Side effects: bone marrow suppression and GI disturbance
Sulfasalazine
Popular first choice DMARD also used in inflammatory bowel disease
MODA unclear> Administered orally and broken down by colonic bacteria to produce sulfapyridine and 5-aminosalicylic acid. 5-aminosalicylic acid may scavenge ROS released from neutrophils
Daily tablet, effects observed after 3 months
Side effects: bone marrow suppression, GI disturbance, hepatotoxicity. Tears in contact lenses may appear yellow, urine may appear orange.
Hydroxychloroquine
Developed as an antimalarial but is now also used in RA to treat patients refractory to other DMARDs.
MODA unclear. Lipophilic base therefore accumulates in the cytoplasmic acid vesicles which can reduce AG presentation by macrophages and ROS generation in neutrophils
Side effects: GI disturbance, ocular toxicity, skin reactions, myopathy, seizures and psychiatric disturbance
Leflunomide
Inhibits dihydroorotate dehydrogenase which is required for pyrimidine synthesis, therefore inhibits DNA synthesis. Main effect on rapidly dividing cells e.g.

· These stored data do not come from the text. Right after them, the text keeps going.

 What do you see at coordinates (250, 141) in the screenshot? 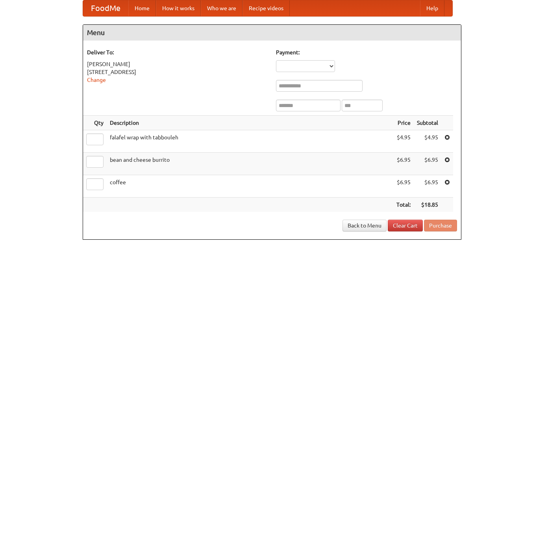
I see `td: falafel wrap with tabbouleh` at bounding box center [250, 141].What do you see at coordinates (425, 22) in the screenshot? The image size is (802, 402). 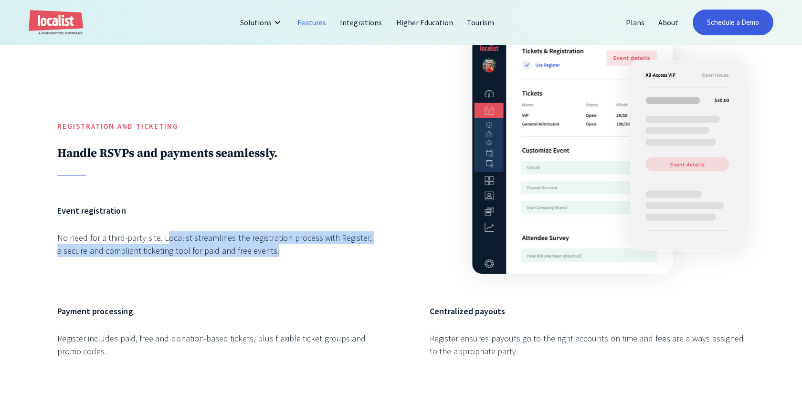 I see `a: Higher Education` at bounding box center [425, 22].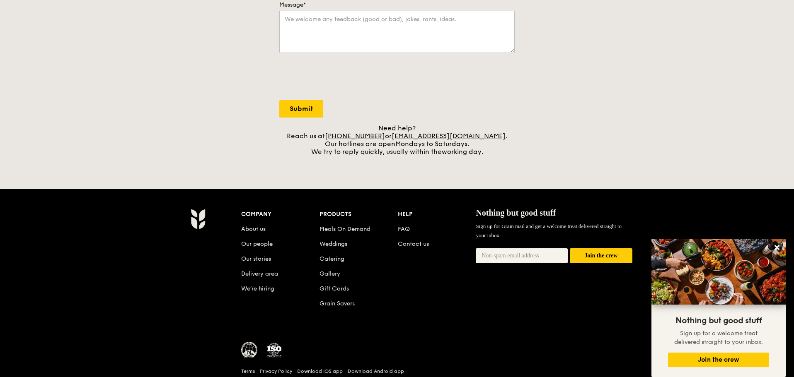 The image size is (794, 377). I want to click on a: Gallery, so click(330, 274).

T/B cells
Side effects: GI disturbance, bone marrow suppression and hepatotoxicity
Name 4 conventional DMARDs
Methotrexate
Sulfasalazine
Hydroxychloroquine
Leflunomide
When are biological DMARDs prescribed and how are they given?
Reserved for patients who have failed conventional DMARD therapy
Given as an injection (iv or sc). More effective when given with methotrexate (can also reduce risk of developing neutralising antibodies)

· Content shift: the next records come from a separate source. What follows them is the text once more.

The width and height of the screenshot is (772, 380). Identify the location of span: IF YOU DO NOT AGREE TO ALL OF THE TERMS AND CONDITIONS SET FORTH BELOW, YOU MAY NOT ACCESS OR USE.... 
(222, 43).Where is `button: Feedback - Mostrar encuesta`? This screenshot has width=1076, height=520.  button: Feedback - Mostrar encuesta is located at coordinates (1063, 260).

Each class has similar efficacy but failure to respond to one class does not determine response to another class
Anti TNFa therapies
ETANERCEPT = fusion protein of soluble TNFa receptor and Fc portion of IgG1, therefore mops up high levels of TNFa characteristic of RA
-infliximab and adalimumab are chimeric/human mABs respectively. Also sequester TNFa
Side effects: bone marrow suppression, allergic reactions, susceptibility to infections (esp TB and HepB), cases of MS reported
Anti IL-6 therapy
TOCILIZUMAB = mAB targeting the IL-6 receptor (IL-6 is upregulated in RA)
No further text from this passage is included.